June 28, 2023
Staff Accomplishment

PNNL Engineer Earns Best Paper Award

Recognition from buildings group holds extra special meaning for Jamie Kono

Photo of Jamie Kono standing next to her parents, Jody Cummings and James Cummings. Jamie is holding the 2022 Journal Paper Award.

Jamie Kono, a PNNL building research engineer, holds the 2022 Journal Paper Award given to her by the American Society of Heating, Refrigerating and Air-Conditioning Engineers. Joining her for the occasion are her parents, Jody Cummings and James Cummings.

(Photo courtesy of Jamie Kono | Pacific Northwest National Laboratory)

The American Society of Heating, Refrigerating and Air-Conditioning Engineers (ASHRAE) has given its 2022 Journal Paper Award to Jamie Kono, a building research engineer at Pacific Northwest National Laboratory (PNNL).

The study, of which Kono was lead author, explored possible ventilation improvements for two office buildings constructed in 1980s. The two buildings reflected typical building practices of the era, a time when an emphasis on energy efficiency compromised ventilation rates. The award honors the best paper or article published in the ASHRAE Journal.

“These two particular buildings needed to double their ventilation rates in order to meet current minimum standards for commercial buildings set by ASHRAE,” said Kono, who received the award on June 24 at the organization’s annual meeting in Tampa, Fla. “The study discusses the process we went through to identify options that building managers could pursue to increase their ventilation. We also conducted general cost estimates of each of those options and considered construction logistics, including how much disruption there would be to tenants.”

About 164,000 U.S. office buildings in use today were constructed in the 1980s, representing 17% of all office buildings, the study says. “While many have been renovated over the past 40 years,” the study says, “a significant number still rely on constrained ventilation systems that fall far short of today’s standards.”

COVID-19 motivated Kono and the study’s three co-authors to produce the article, titled “Increasing Ventilation In 1980s High-Rise Commercial Office Buildings.” The authors noted that the pandemic inspired public interest in building ventilation rates as well as the creation of an ASHRAE Epidemic Task Force. That group recommended that buildings “provide and maintain at least the minimum outdoor airflow rates for ventilation as specified by applicable codes and standards.”

The award holds extra special meaning for Kono, who earned a master’s degree in mechanical engineering from the Georgia Institute of Technology in 2016 and began work at PNNL last year.

That’s because her father, James Cummings, program director of the Florida Solar Energy Center in Cocoa, Fla., won the same award in 2009. Her father was co-author of “Problems Related to Air Handler Leakage.”

“My mom’s the one who spilled the beans,” Kono said. “I heard that we would receive the award, I told my parents, and they were thrilled. It wasn’t until about a month ago that my mom said, ‘By the way, your dad also got this award.’”

Kono’s mother, Jody Cummings, develops energy modeling software at the Florida Solar Energy Center.

“Yep, they’re both in the building science industry. You might say I was heavily influenced from a young age,” Kono said. “We’re the type of family that walks into a restaurant and instead of looking first at the menu we’ll talk about the pressurization of the building and how, you know, maybe one of the kitchen exhaust fans is underperforming.”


◆ EXERCISE DETAILS: Could you write out, exactly as they stand, only the lines in the listing below from the line with "Image is 530x368 pixels." to the line with "Image is 591x333 pixels.", both ends included, without the pictures?
Content starts
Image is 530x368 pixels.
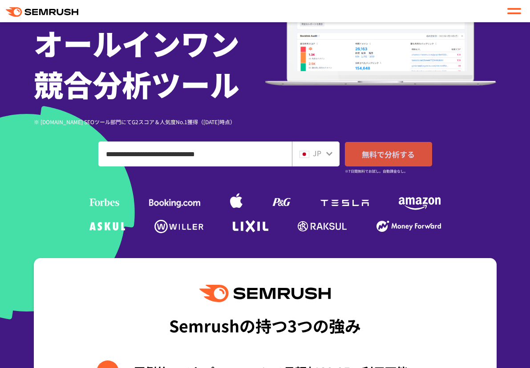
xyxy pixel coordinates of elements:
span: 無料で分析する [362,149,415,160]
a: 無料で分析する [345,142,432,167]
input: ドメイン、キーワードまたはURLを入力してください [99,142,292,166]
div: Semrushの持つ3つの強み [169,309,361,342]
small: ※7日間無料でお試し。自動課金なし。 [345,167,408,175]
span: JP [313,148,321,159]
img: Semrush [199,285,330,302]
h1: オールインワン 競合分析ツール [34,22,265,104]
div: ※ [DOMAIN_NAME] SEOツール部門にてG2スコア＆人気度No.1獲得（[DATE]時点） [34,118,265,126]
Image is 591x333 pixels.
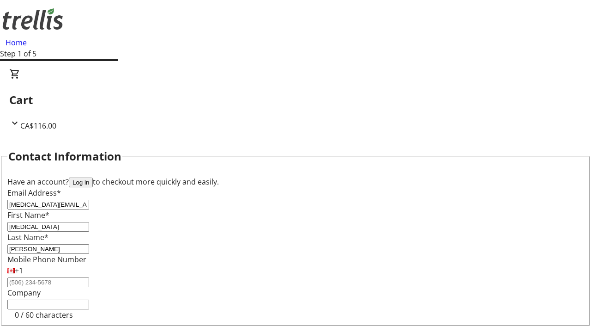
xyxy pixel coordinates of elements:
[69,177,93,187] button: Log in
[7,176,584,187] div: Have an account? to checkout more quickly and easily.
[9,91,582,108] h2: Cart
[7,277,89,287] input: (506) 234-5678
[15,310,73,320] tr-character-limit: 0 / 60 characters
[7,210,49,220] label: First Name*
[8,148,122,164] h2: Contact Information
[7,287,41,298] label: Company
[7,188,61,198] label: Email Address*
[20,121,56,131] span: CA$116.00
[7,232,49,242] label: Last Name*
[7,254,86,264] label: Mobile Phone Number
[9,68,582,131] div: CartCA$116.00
Content ends
Content starts
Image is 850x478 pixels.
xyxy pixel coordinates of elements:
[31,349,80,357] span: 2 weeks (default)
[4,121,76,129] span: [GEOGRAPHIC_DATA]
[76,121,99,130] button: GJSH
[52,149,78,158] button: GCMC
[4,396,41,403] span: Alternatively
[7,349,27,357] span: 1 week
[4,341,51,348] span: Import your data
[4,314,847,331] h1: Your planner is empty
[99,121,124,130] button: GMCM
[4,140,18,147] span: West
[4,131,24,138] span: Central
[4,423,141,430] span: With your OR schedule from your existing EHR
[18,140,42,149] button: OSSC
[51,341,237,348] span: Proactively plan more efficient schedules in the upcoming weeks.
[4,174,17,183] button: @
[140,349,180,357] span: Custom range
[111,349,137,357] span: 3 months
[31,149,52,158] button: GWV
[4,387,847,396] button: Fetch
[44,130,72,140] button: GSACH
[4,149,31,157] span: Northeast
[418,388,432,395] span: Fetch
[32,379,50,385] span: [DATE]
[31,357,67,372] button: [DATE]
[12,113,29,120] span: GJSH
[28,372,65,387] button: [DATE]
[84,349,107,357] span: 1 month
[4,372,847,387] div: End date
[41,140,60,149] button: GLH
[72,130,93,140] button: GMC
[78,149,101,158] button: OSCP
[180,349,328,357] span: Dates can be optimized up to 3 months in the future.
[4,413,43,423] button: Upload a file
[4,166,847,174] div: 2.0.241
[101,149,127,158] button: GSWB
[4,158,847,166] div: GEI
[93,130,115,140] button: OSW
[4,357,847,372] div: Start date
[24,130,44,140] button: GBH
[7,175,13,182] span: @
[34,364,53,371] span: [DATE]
Content ends
◆ SOLUTION FOR THIS PROBLEM:
Image is 530x368 pixels.
xyxy pixel coordinates of elements:
span: 無料で分析する [362,149,415,160]
a: 無料で分析する [345,142,432,167]
input: ドメイン、キーワードまたはURLを入力してください [99,142,292,166]
div: Semrushの持つ3つの強み [169,309,361,342]
small: ※7日間無料でお試し。自動課金なし。 [345,167,408,175]
span: JP [313,148,321,159]
img: Semrush [199,285,330,302]
h1: オールインワン 競合分析ツール [34,22,265,104]
div: ※ [DOMAIN_NAME] SEOツール部門にてG2スコア＆人気度No.1獲得（[DATE]時点） [34,118,265,126]
Image is 591x333 pixels.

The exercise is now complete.